Tuesday, November 06, 2018

Two Articles on Gregorian Chant

NLM readers may find interesting two articles, published yesterday and today, about the history and characteristics of Gregorian chant that make it perfectly suited to liturgical use -- indeed, that make it liturgical in and of itself.

From “A brief history of chant from King David to the present”:
     The tradition of chanting Scripture, a practice known as cantillation, began at least 1,000 years before the birth of Christ. Various Old Testament books, especially the Psalms and the Chronicles, testify to the central function of music in temple worship. Some Gregorian melodies still in use are remarkably close to Hebrew synagogue melodies, most notably the “tonus peregrinus” used for Psalm 113, In exitu Israel; the ancient Gospel tone; and the Preface tone.
     [...]
     Since the Psalter of David was composed for the very purpose of divine worship and was seen as the messianic book par excellence, we find Peter, Paul, and the Apostolic Fathers citing it heavily in their preaching. The first Christians spontaneously chose the Psalter for their “prayer book.” The Christian liturgy as a whole, then, sprang from the combination of Psalter and Sacrifice. The psalter is the “verbal incense” of our prayers and praises, the homage of our intellects. The bloody sacrifice, the death and destruction of an animal, is the total surrender of our being to God. In the Mass these two are wondrously combined into the rational sacrifice consisting of the perfect offering of Jesus Christ on the altar, who unites our prayers and praises to His and makes them worthy of the Ever-Blessed Trinity.
Its sequel, “What makes Gregorian chant uniquely itself—with recommended recordings,” eight characteristics are identified and discussed:
  1. Primacy of the word.
  2. Free rhythm.
  3. Unison singing.
  4. Unaccompanied vocalization. 
  5. Modality.
  6. Anonymity.
  7. Emotional moderation.
  8. Unambiguous sacrality. 
Four recordings are then mentioned, which offer particularly fine interpretations of the chant, all in the line of Solesmes, but without any of the lethargy, effeteness, nasality, and diffuse organ accompaniment that sometimes mar chant recordings.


**TRY IT**
Write down the lines exactly as they appear, from the one that contains "Where would I find 'tower'?" through the final line of the records, so that both ends are kept and no pictures come along.

**DATA SECTION**
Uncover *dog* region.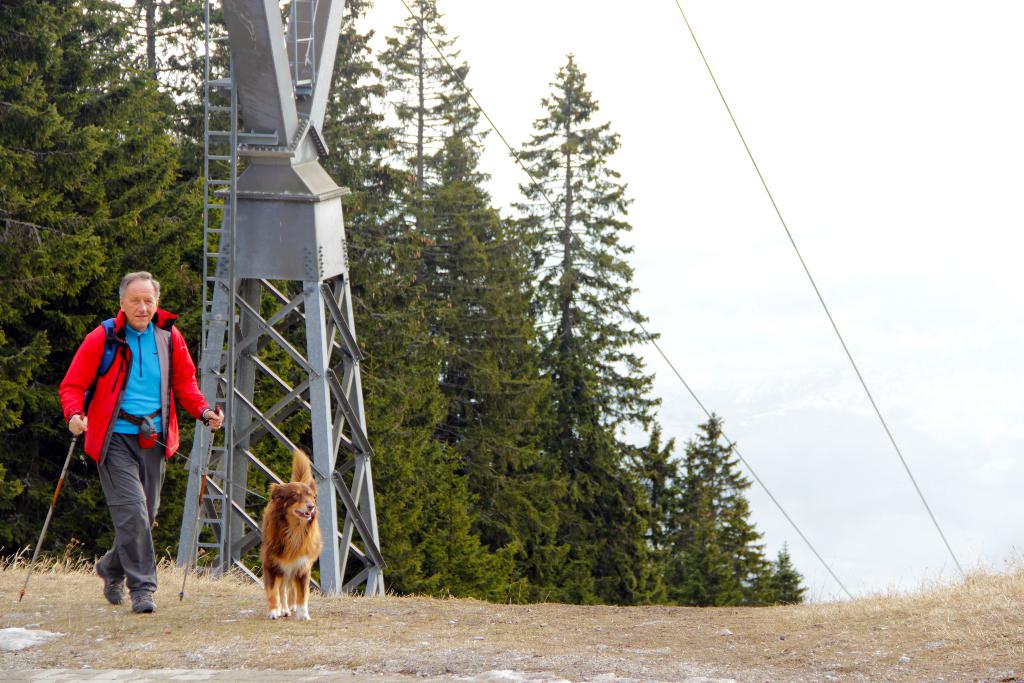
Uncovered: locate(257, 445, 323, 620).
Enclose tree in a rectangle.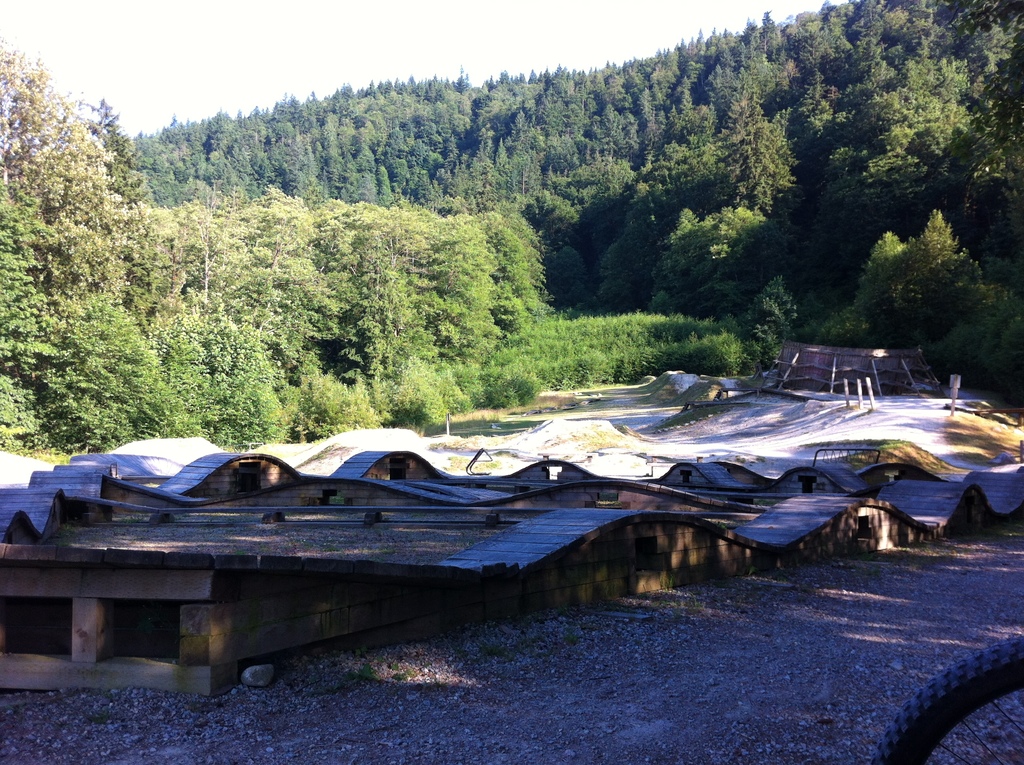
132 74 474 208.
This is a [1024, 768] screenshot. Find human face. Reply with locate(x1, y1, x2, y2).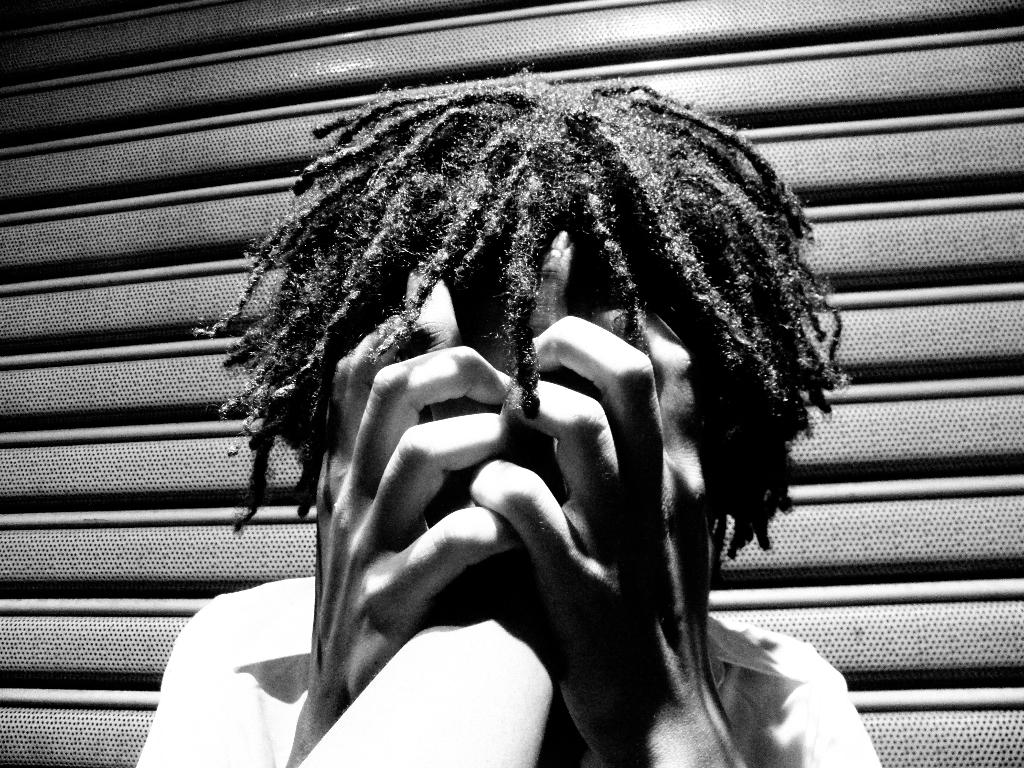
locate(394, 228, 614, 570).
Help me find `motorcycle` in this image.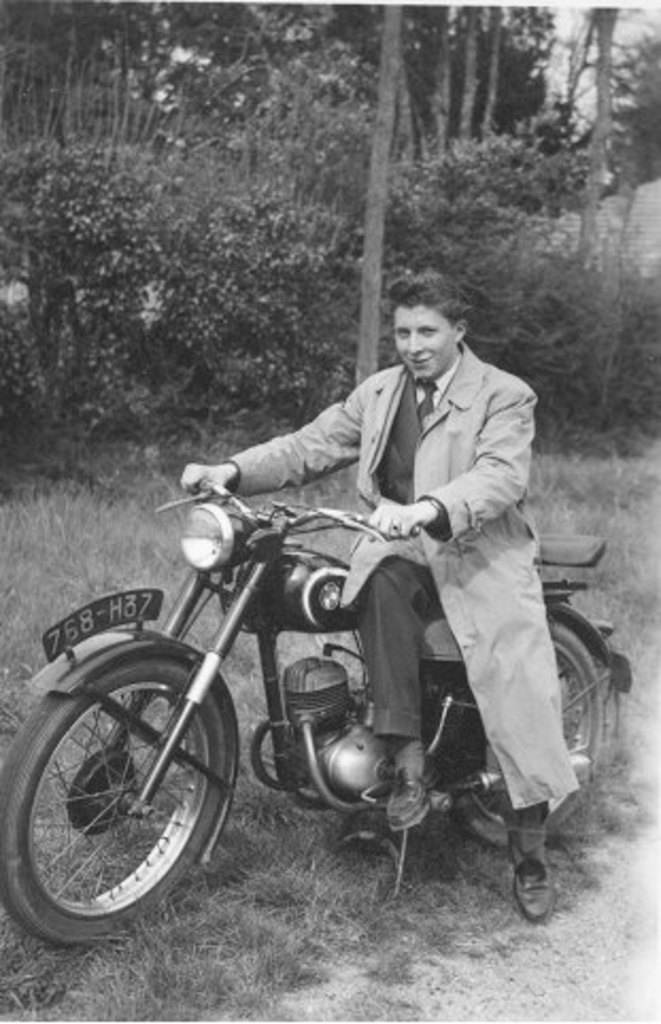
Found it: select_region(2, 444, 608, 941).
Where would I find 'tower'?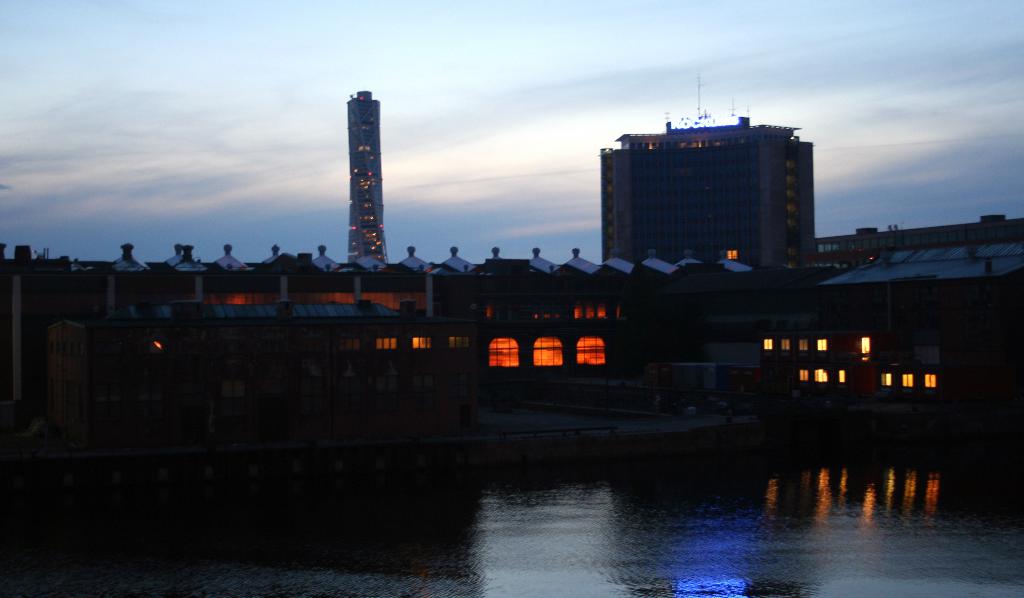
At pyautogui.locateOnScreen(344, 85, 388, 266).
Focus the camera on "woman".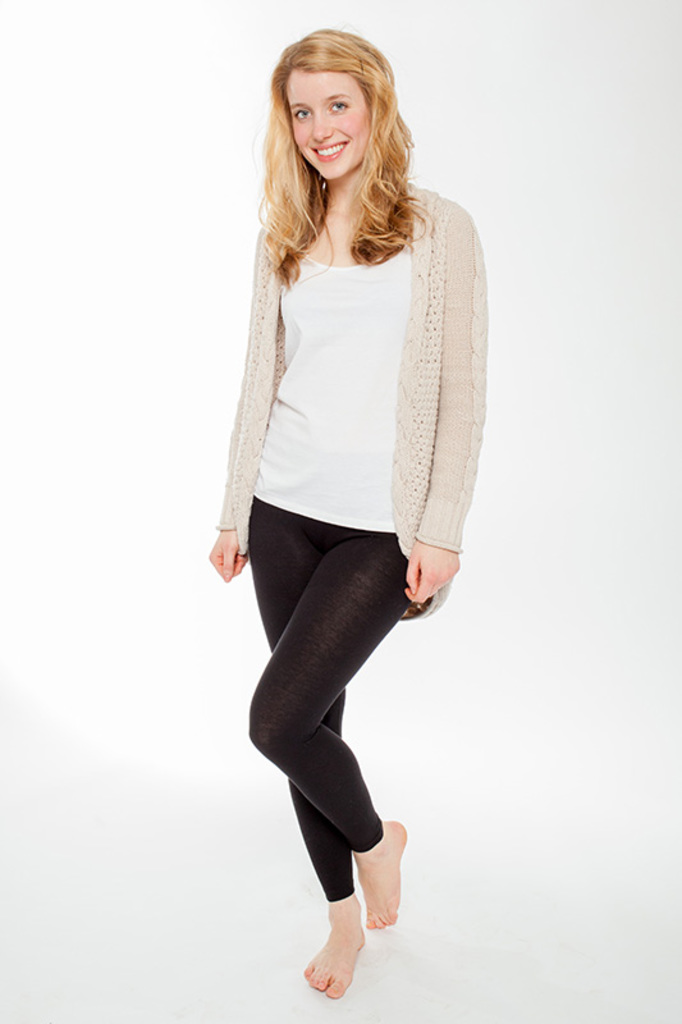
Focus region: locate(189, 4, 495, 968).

**WRITTEN ANSWER**
Where would I find 'tower'?
At pyautogui.locateOnScreen(344, 85, 388, 266).
Focus the camera on "woman".
Focus region: locate(189, 4, 495, 968).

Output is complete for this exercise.